Carranza’s petition to the U.S. Supreme Court was supported by the Government of El Salvador (then under the control of the right-wing ARENA political party). It argued that the ruling of the lower courts “impugns El Salvador’s sovereignty, contradicts international authority, and undermines El Salvador’s democracy.” Ignoring  its own January 1992 Law of National Reconciliation that had banned amnesty for those found responsible by the Truth Commission until at least six months after its Report was released, the Government asserted that the amnesty law “was a principal, if not the pivotal, requirement of the [Peace Accords].”[10]

In addition, the Government of El Salvador asserted to the U.S. Supreme Court that plaintiffs had failed to exhaust their remedies in the Salvadoran courts as the Salvadoran Supreme Court had held in 2000, [11]that the country’s courts had discretion to waive the immunity of the amnesty law in particular cases involving “fundamental human rights.”[12]  In the Sixth Circuit Court of Appeals, however, the Government of El Salvador, again as amicus curiae, did not mention the possible discretionary waiver of the amnesty law by Salvadoran courts and instead asserted that the amnesty law “specifically precludes the [plaintiffs’] claims . . . by granting absolute civil and criminal immunity to . . . Carranza.”[13]


[1] See Post: International Criminal Justice: El Salvador’s General Amnesty Law and Its Impact on the Jesuits Case (June 11, 2011).

[2]   Doe v. Saravia, 348 F. Supp. 2d 1112 (E.D. Cal. 2004); Chavez v. Carranza, 2005 WL 2659186, at 3-5 (W.D. Tenn. 2005); Chavez v. Carranza, 2006 WL 2434934, at 5 (W.D. Tenn. 2006), aff’d, 559 F.3d 486 (6th cir. 2009), cert. denied, 2009 WL 1513107 (U.S. Sup. Ct. Oct. 5, 2009); Ford v. Garcia, 289 F.3d 1283 (11th Cir. 2002), cert. denied, 537 U.S. 1147 (2003)(jury verdict for two Salvadoran generals by relatives of the four American church women who were raped an murdered in El Salvador in 1980; appellate court affirmed); Arce v. Garcia, 434 F.3d 1254 (11th Cir. 2005)(jury verdict of $54.6 million for three Salvadoran plaintiffs against two Salvadoran generals; appellate court affirmed).
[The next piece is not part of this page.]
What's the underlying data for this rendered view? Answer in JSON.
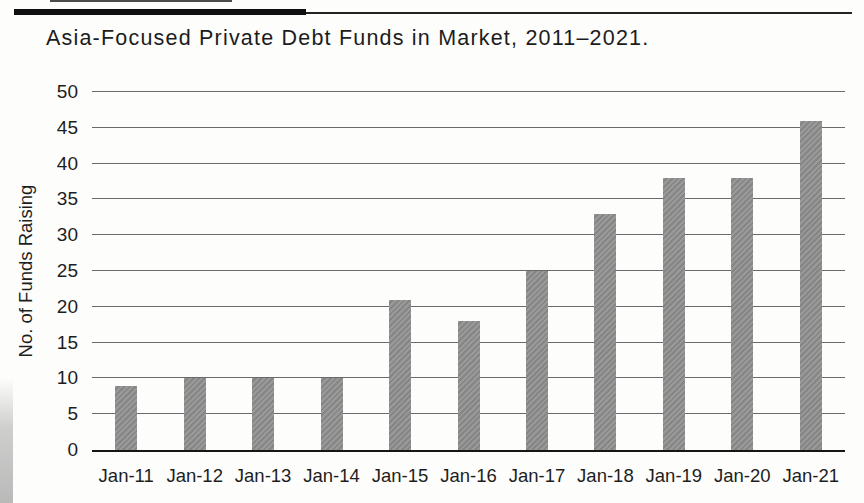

[3]  Doe v. Saravia, 348 F. Supp. 2d at 1133-34, 1151-53.

[4]  Trial Transcript at 772-73, Doe v. Saravia (E.D. Cal. Sept. 3, 2004), http://www.cja.org/cases/RomeroTranscripts/9-3-04%20Trial%20Transcript.txt.

[5]  Chavez v. Carranza, 559 F.3d 486 (6th Cir. 2009); CJA, El Salvador: Col. Nicolas Carranza, http://www.cja.org/cases/carranza.shtml.

[6]  Chavez v. Carranza, 2005 WL 2659186, at 3-5 (W.D. Tenn. 2005); Chavez v. Carranza, 2006 WL 2434934, at 5 (W.D. Tenn. 2006).

[7]  Chavez v. Carranza, 559 F.3d at 494-96. The plaintiffs’ argument against the amnesty law was supported in the Sixth Circuit by a group of law professors.  (Brief Amici Curiae [26 international human rights law professors] in Support of Appellees and Affirmance at 14-15, Chavez v. Carranza (6th Cir. May 14, 2008).)

[8] Carranza v. Chavez, 2009 WL 1513107 (U.S. Sup. Ct. Oct. 5, 2009).

[9]  Petition for Writ of Certiorari, Carranza v. Chavez, 2009 WL 1511732 (U.S. Sup. Ct. No. 08-1467 May 28, 2009).

[10]  Brief of Amicus Curiae Republic of El Salvador in Support of Petitioner [Carranza], Carranza v. Chavez, 2009 WL 1511733, at 2 (U.S. Sup. Ct. No. 08-1467 May 28, 2009).

[11]  See Post: International Criminal Justice: El Salvador’s General Amnesty Law and Its Impact on the Jesuits Case (June 11, 2011).

[12]  Brief of Amicus Curiae Republic of El Salvador in Support of Petitioner [Carranza], Carranza v. Chavez, 2009 WL 1511733, at 2 (U.S. Sup. Ct. No. 08-1467 May 28, 2009).

[13]  Brief of Amicus Curiae The Republic of El Salvador in Support of Appellant [Carranza] at 1, 3, Chavez v. Carranza (6h Cir. Apr. 22, 2008) (emphasis added).